Roman Catholic Eclipse
By this time I expected the operation to be over so I went inside the hospital but a nurse told me it would be at least another hour and I should walk around for a bit. I figured I may as well go back to St Mary’s – it was cool and quiet in there (on a hot day), and it was close by. I went back in and to my astonishment I found the entire procession of people were at that moment flooding into the Cathedral. I moved off to the side to be out of their way but I was soon in the middle in a crowd of people. Somehow I had unwittingly managed to find a spot that gave me a perfect view of the returned statue of the Virgin Mary and the altar with its crucifix. A woman with a beautiful voice started singing something in Latin and as the congregation joined her almost everyone got down on their knees, directly onto the stone floor (for the pews with padded kneelers could not hold all the people). I balked at subjecting my knees to such discomfort and attempted to semi-squat until I was shamed by so many others around me who seemed to think nothing of it. Once I was on my knees I found it was somehow not uncomfortable at all. A few more songs were sung. I didn’t know any of them and I really didn’t know what was going on around me but I found myself unable to resist the feeling of the crowd – I noticed this was the first church congregation I had seen that wasn’t focused around a particular ethnicity. There were nuns in white saris, monks in medieval looking brown robes, women wearing pretty dresses with lace veils over their hair and rosaries in their hands, handsome young chads in schmick suits, Islanders in bright traditional clothes, and all kinds of people of every age wearing all kinds of things. Then it ended and most of the people left. I knew my son’s operation would still not be over so I stayed and looked intently at each of the stations of the cross along the walls. I was struck by Jesus struggling to carry his cross, needing the help of another to carry it, falling again and again as he made the journey, and the allegory of it suddenly hit me – it was so obvious I feel foolish for never having noticed before. We are all like Jesus, we all struggle to carry our cross (the burdens of human existence), we all stumble and fall, we all need the help of others, and at the end we all die, and from what I have observed the very process of death is an undignified humiliation.

Concluding
I cannot decide if this triple encounter with joyful Catholics was the sign I asked for, but I cannot deny it all felt highly unusual and the lingering aversion I used to have for Roman Catholics (due to my Protestant ancestry and being raised by parents who were quick to say unkind things about anything relating to Catholicism) has now completely dissipated. If it can be said there is such a thing as a universal church then Catholics are the only ones who can lay claim to it, based on what I have seen.

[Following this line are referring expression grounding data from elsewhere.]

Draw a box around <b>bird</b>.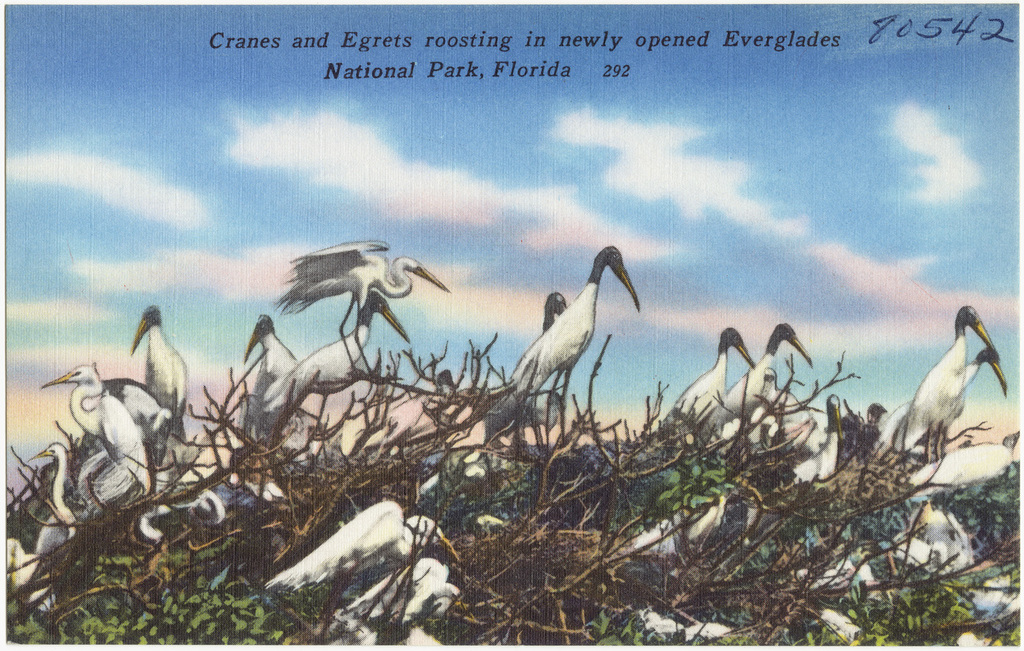
bbox=(899, 300, 1000, 464).
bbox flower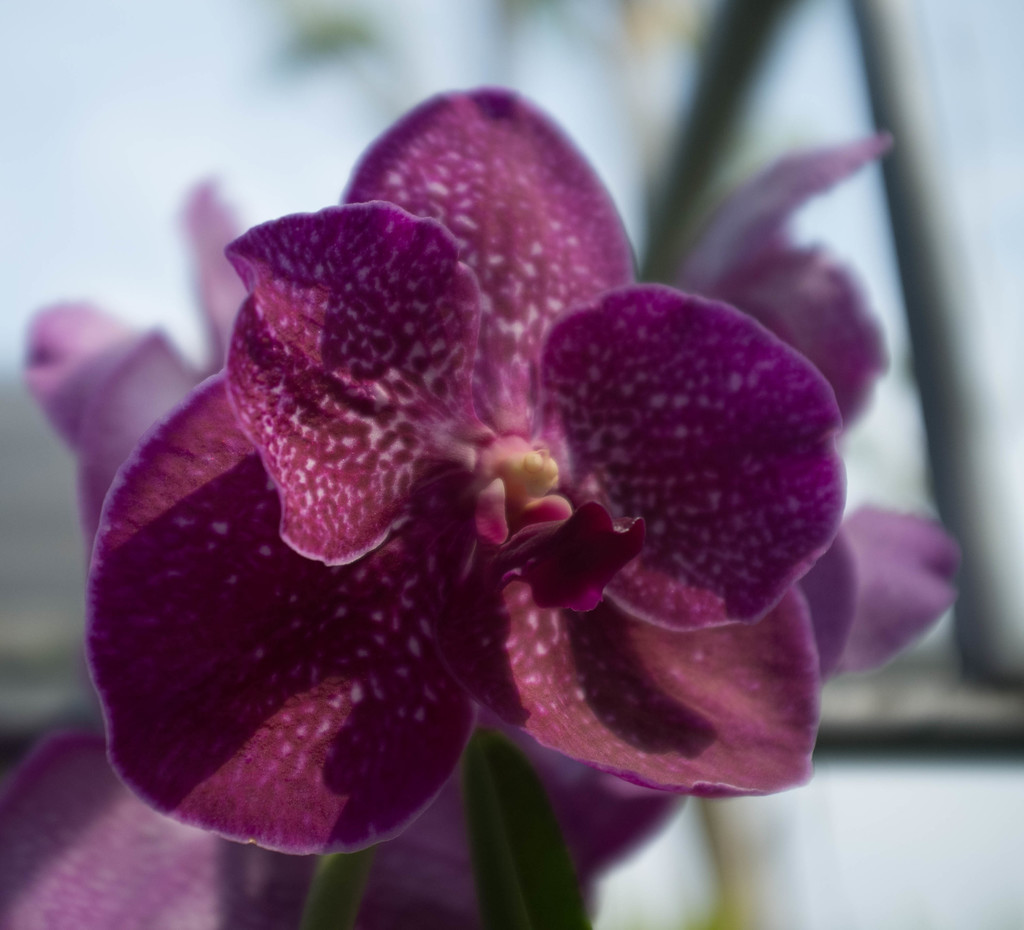
x1=73 y1=57 x2=902 y2=893
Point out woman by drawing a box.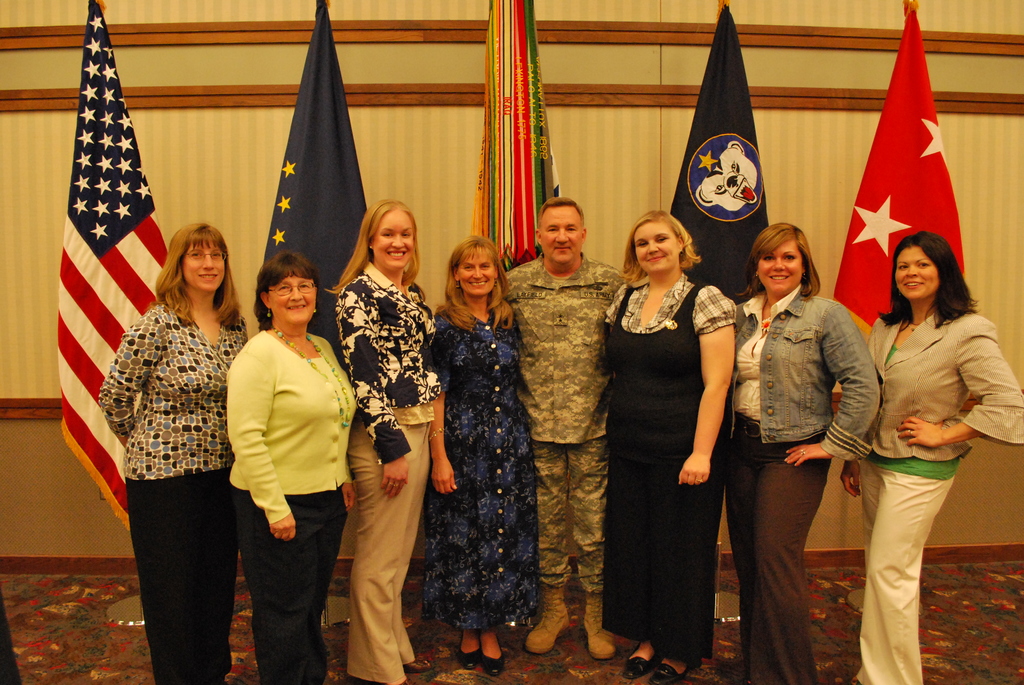
(x1=424, y1=235, x2=527, y2=677).
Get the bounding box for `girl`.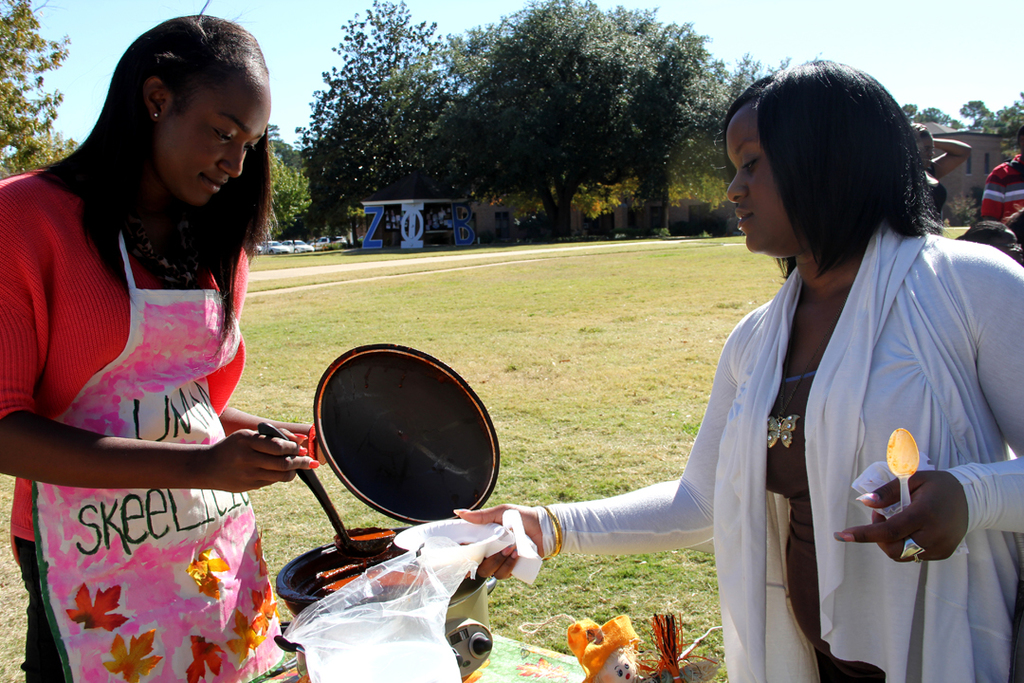
left=0, top=4, right=319, bottom=682.
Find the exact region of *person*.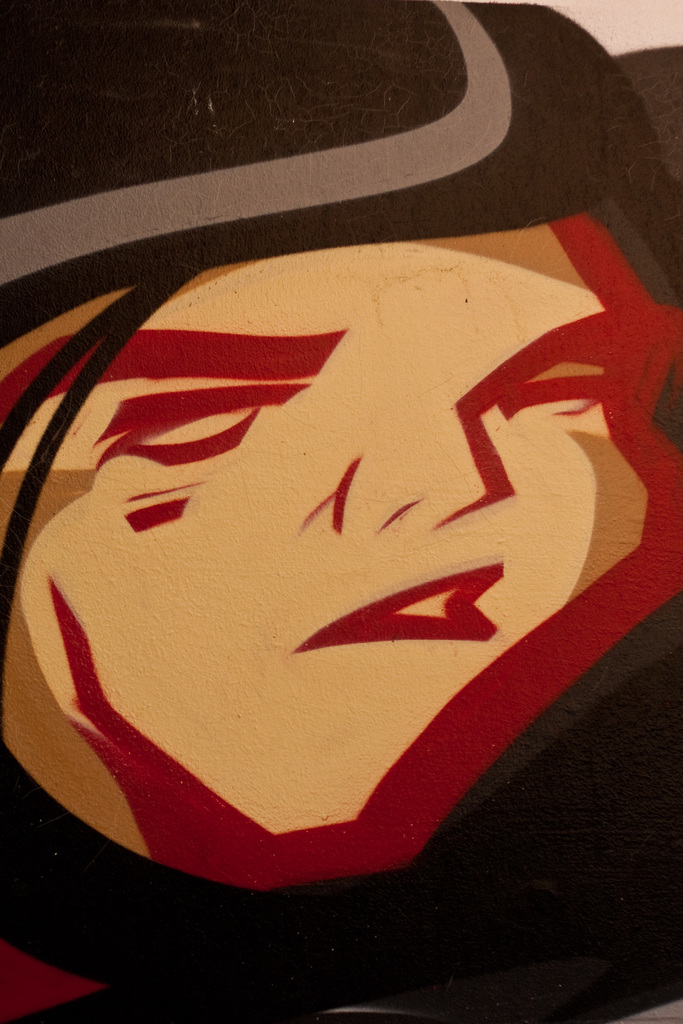
Exact region: pyautogui.locateOnScreen(5, 4, 681, 877).
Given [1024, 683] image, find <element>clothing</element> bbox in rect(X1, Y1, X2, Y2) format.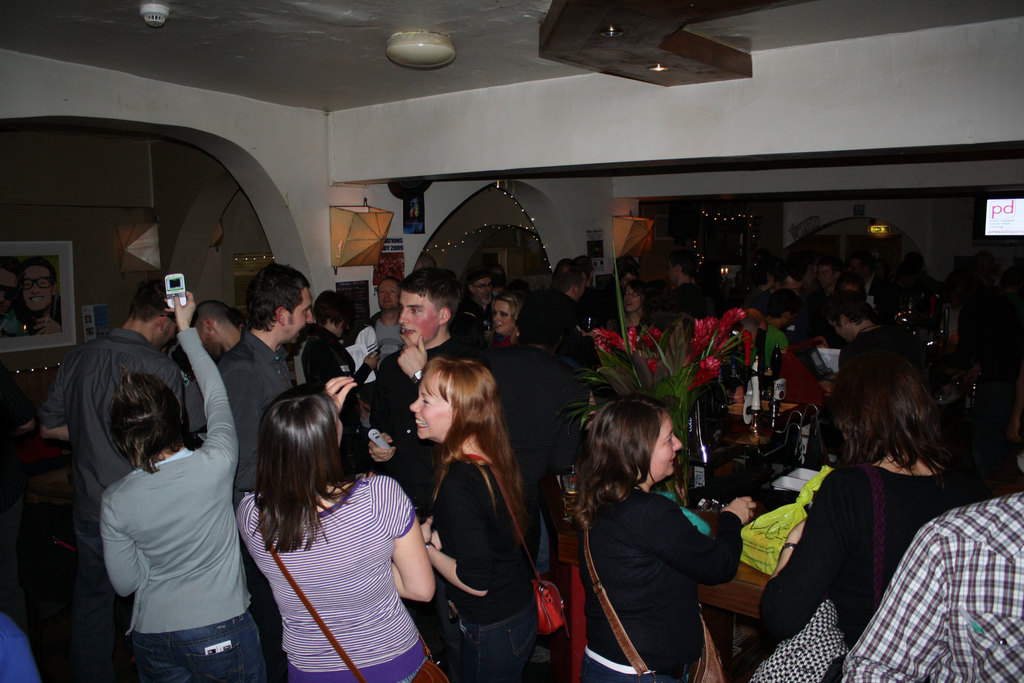
rect(37, 325, 182, 677).
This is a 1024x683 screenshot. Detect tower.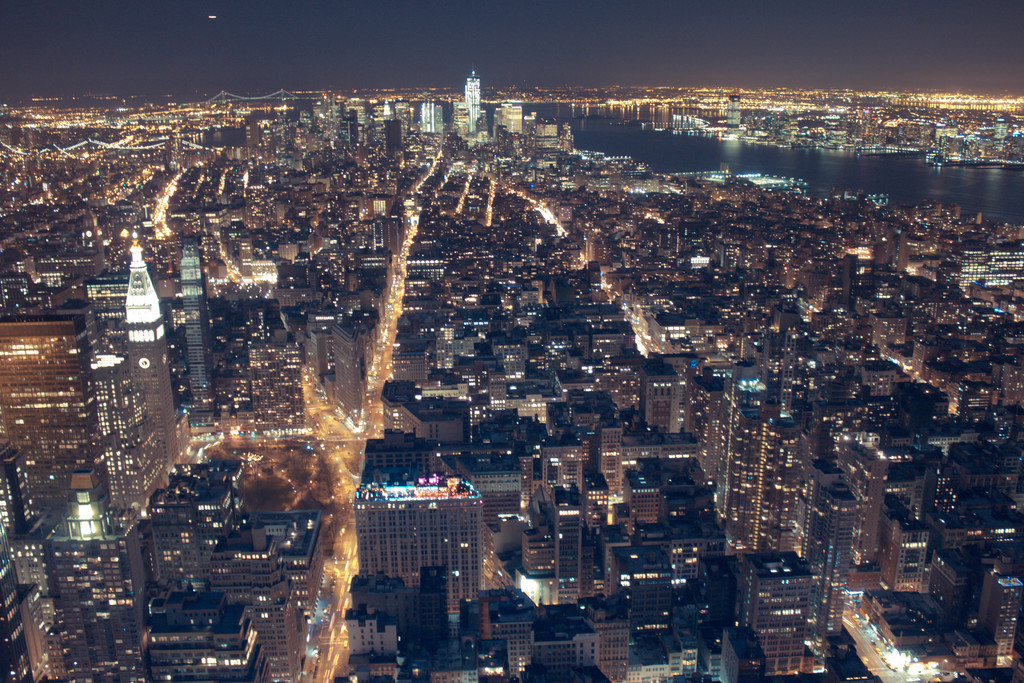
[x1=124, y1=227, x2=186, y2=484].
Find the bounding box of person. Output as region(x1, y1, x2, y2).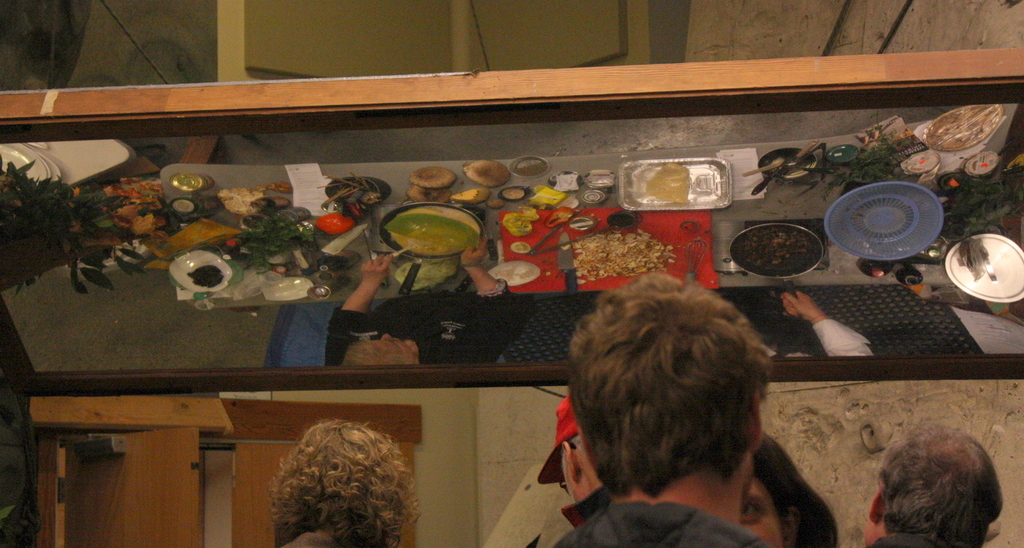
region(744, 433, 844, 547).
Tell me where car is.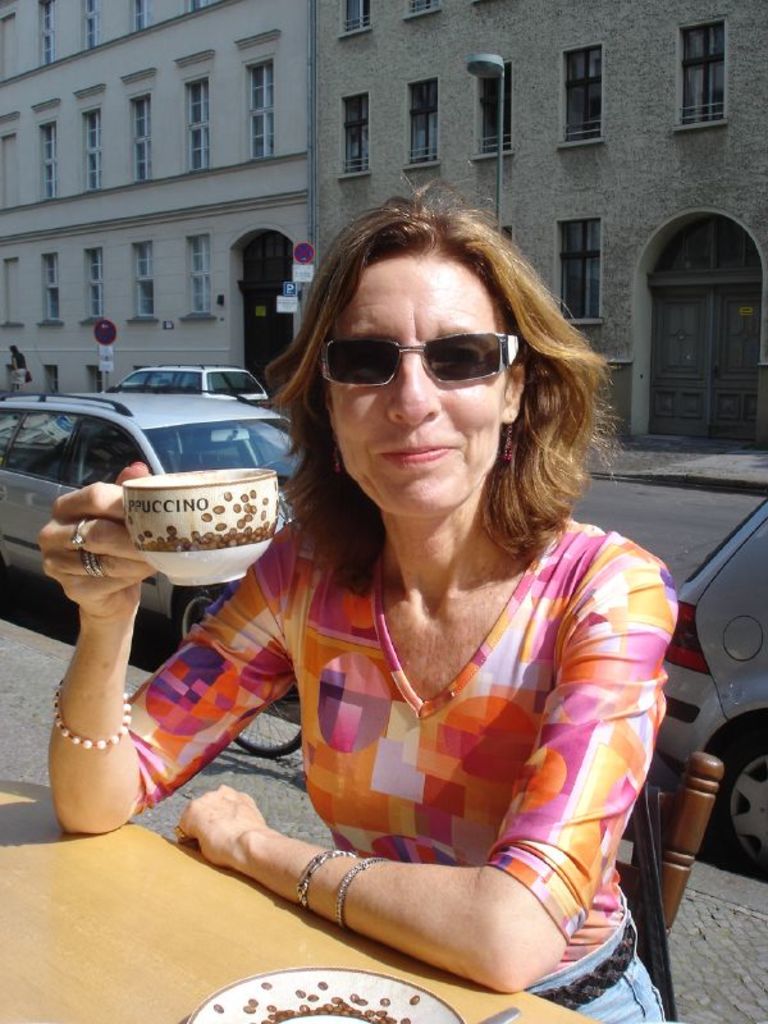
car is at (x1=0, y1=383, x2=301, y2=654).
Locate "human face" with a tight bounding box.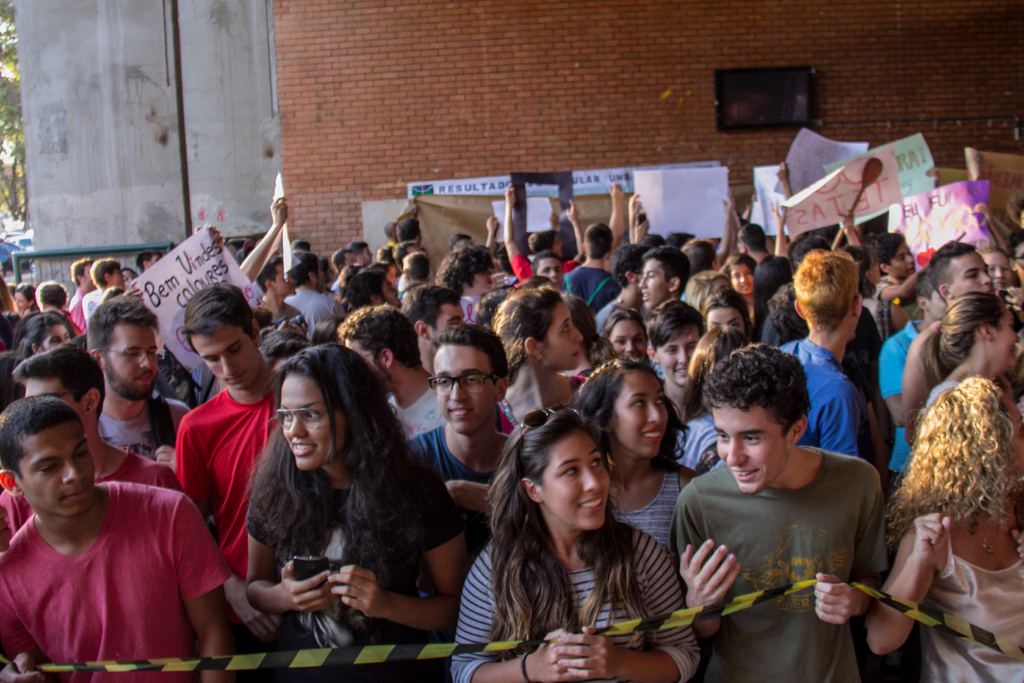
<box>714,403,787,494</box>.
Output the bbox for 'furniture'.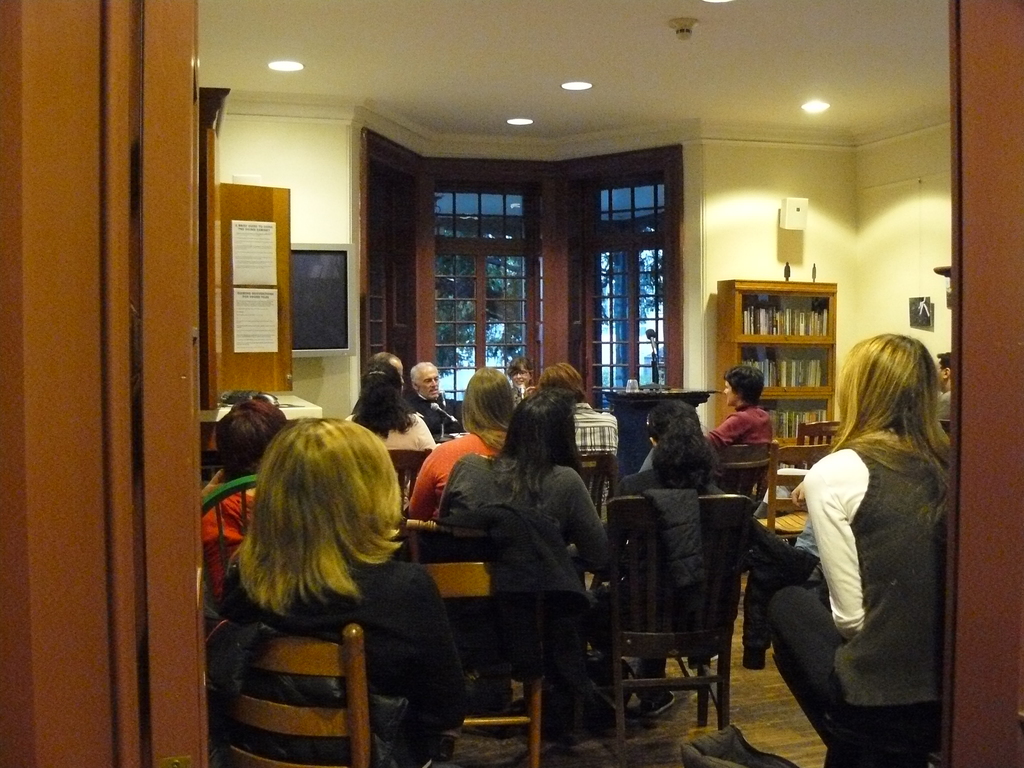
rect(598, 385, 708, 476).
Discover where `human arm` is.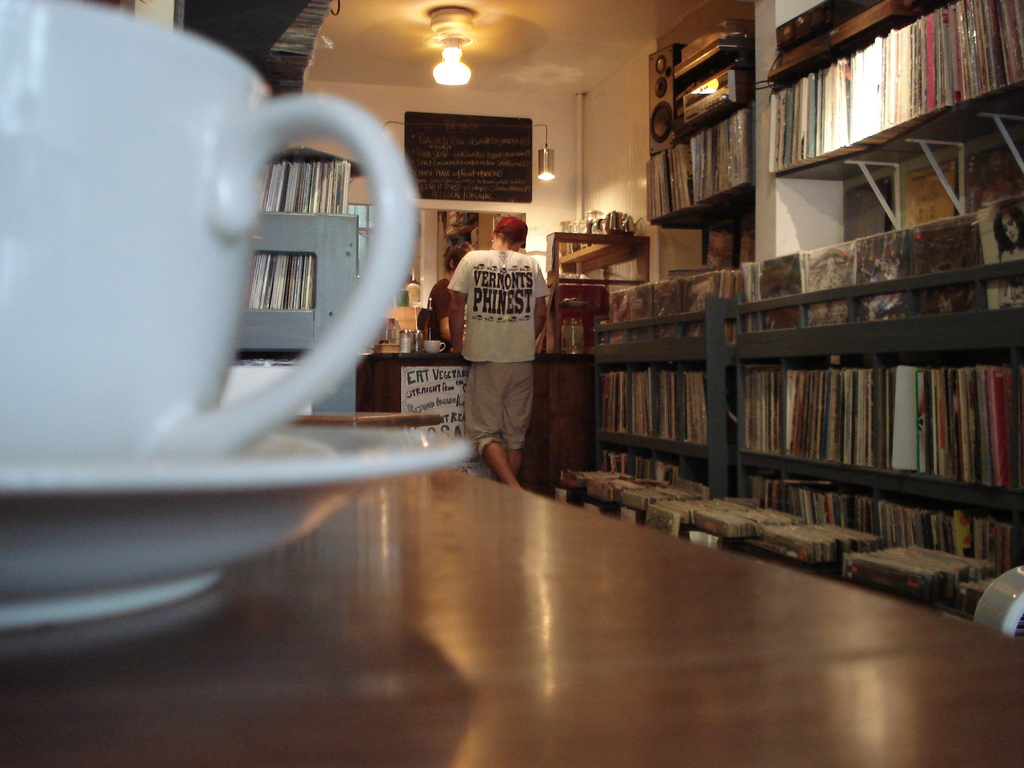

I won’t know for months whether my son will recover the full use of his hand, and despite my hope that it will be otherwise I don’t really have faith that it will. If his hand does fully heal then I will find myself in an interesting bind – because I made a pledge and will feel bound to fulfill it. If it doesn’t heal then I am back to where I have often been, and where I am right now – hovering between Buddhism and Paganism, resigned to my fate, and riding the waves of pleasure, equanimity and despair.



Written by M' Sentia Figula (aka Freki), find me at neo polytheist and romanpagan.wordpress.com

1 comment:

  1. Hope your son recovers. I enjoy reading your thoughts and experiences although I'm sorry for the pain and loneliness in them. I find it similar to my experience where I long for the divine and for a community to worship with but am alienated by organized religions I attempt to connect to. I, too find the most solace in Buddhist scripture. When you described death as undignified and humiliating, I tried to think what he would answer to that, and I think he'd say it's neither those negative things nor their positive opposites, but merely an event dependent on our false views leading us endlessly in the circle of samsara. It is hard to find comfort in that though. Anyway sorry to ramble, take care.